Aug 2, 2017 at 14:50 comment added mevaqesh Cont. Is rabbenu bachya saying what he heard in the name of medieval Arab doctors. Hardly folks we want to be following for anything. It may or may not be mentioned in the sha but even about meat and fish, which is mentioned, the magen avraham emphasises that we don't follow Talmudic medicine, and the implication as noted by r. Herschel shachter is that it is fine to consume.

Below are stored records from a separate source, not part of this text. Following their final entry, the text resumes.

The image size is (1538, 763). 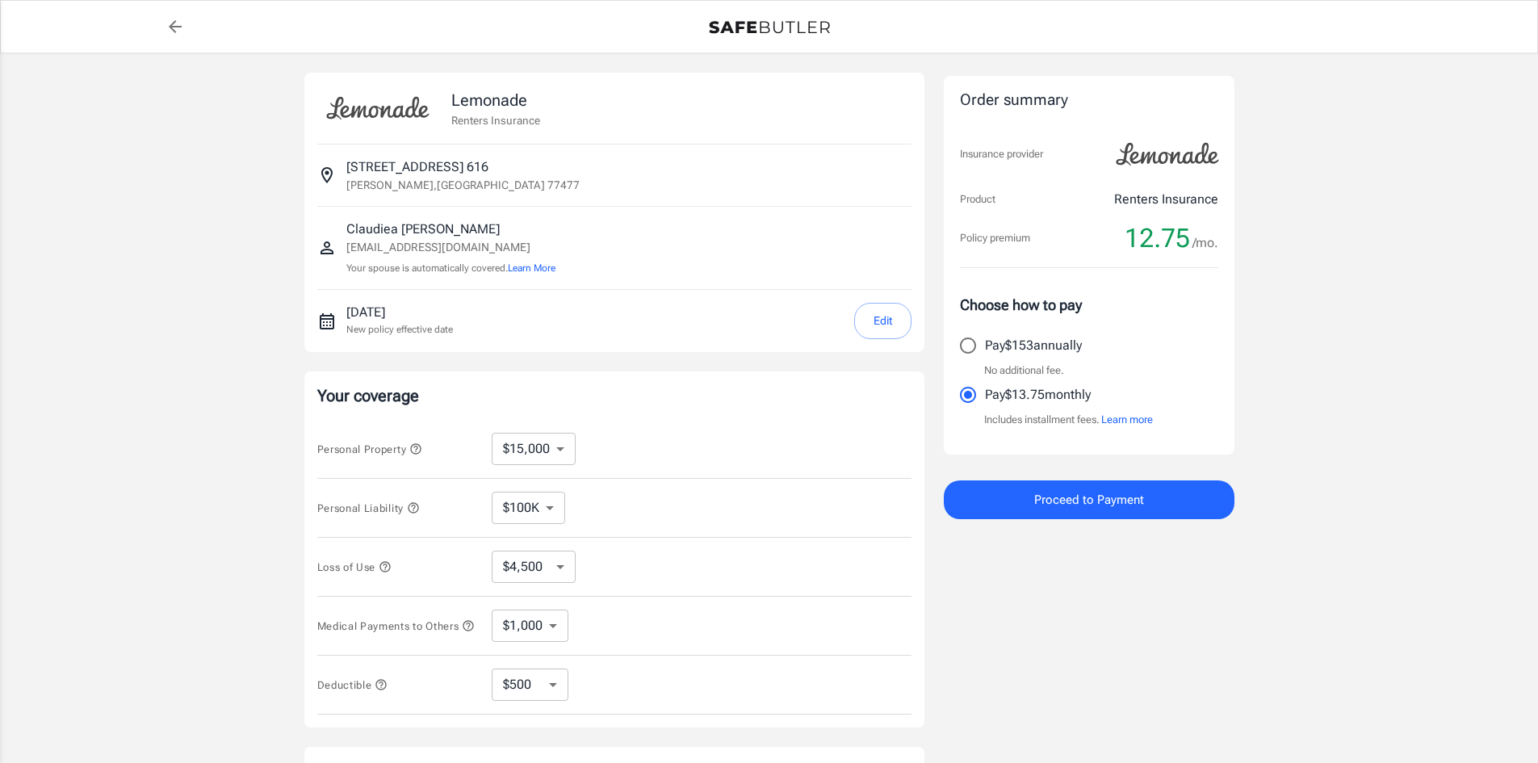 I want to click on button: Medical Payments to Others, so click(x=396, y=626). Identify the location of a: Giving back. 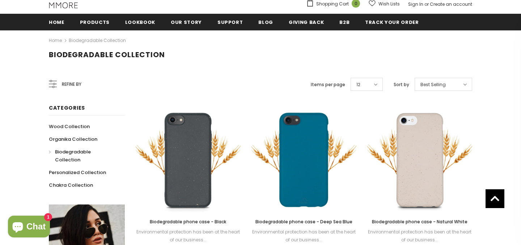
(306, 22).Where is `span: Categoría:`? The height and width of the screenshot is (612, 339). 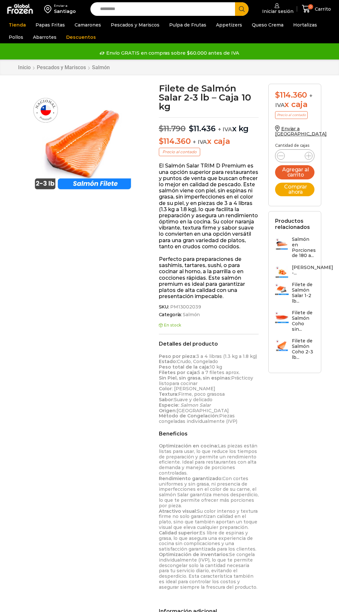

Aug 2, 2017 at 14:42 comment added mevaqesh Depending on what you mean by following the shulhan arukh, it sure does. If something is a formal enactment based on a superstition or outmoded science, then it may or may not be binding. If something is just medical advice from folks centuries ago who would be disappointed if they knew that in the age of modern medicine you were following their folk superstitions, it is not halakha even if it is mentioned by a halakhist. Even the issue of meat and fish is omitted by rambam in accordance with the principle that we don't follow Talmudic medicine. The earliest source for fish and milk afaik
Aug 2, 2017 at 14:28 comment added Bach I agree with mevaqesh. The list is full of superstitious taboos that have no basis in Halacha or the Talmud! FWI kitzur shulchan is not the same as Shulchan Aruch, while the latter has been accepted through Klal yisroel, the former has not, and neither is it considered binding on Jews (if my Ruv would write a book chock full of these kind of superstitions would it become part of halacha?? Absolutely not!).
Aug 2, 2017 at 11:01 comment added SAH @mevaqesh I would personally agree, but that doesn't mean we don't follow the shulchan aruch
Aug 2, 2017 at 5:21 comment added mevaqesh Probably because random medical superstitions picked up over the centuries are a wonderful thing jettison, and a horrible thing to hold onto.
Aug 2, 2017 at 3:49 comment added ezra FWIW I observe it. I've never drunk anything between, just haven't had the two on the same plate together.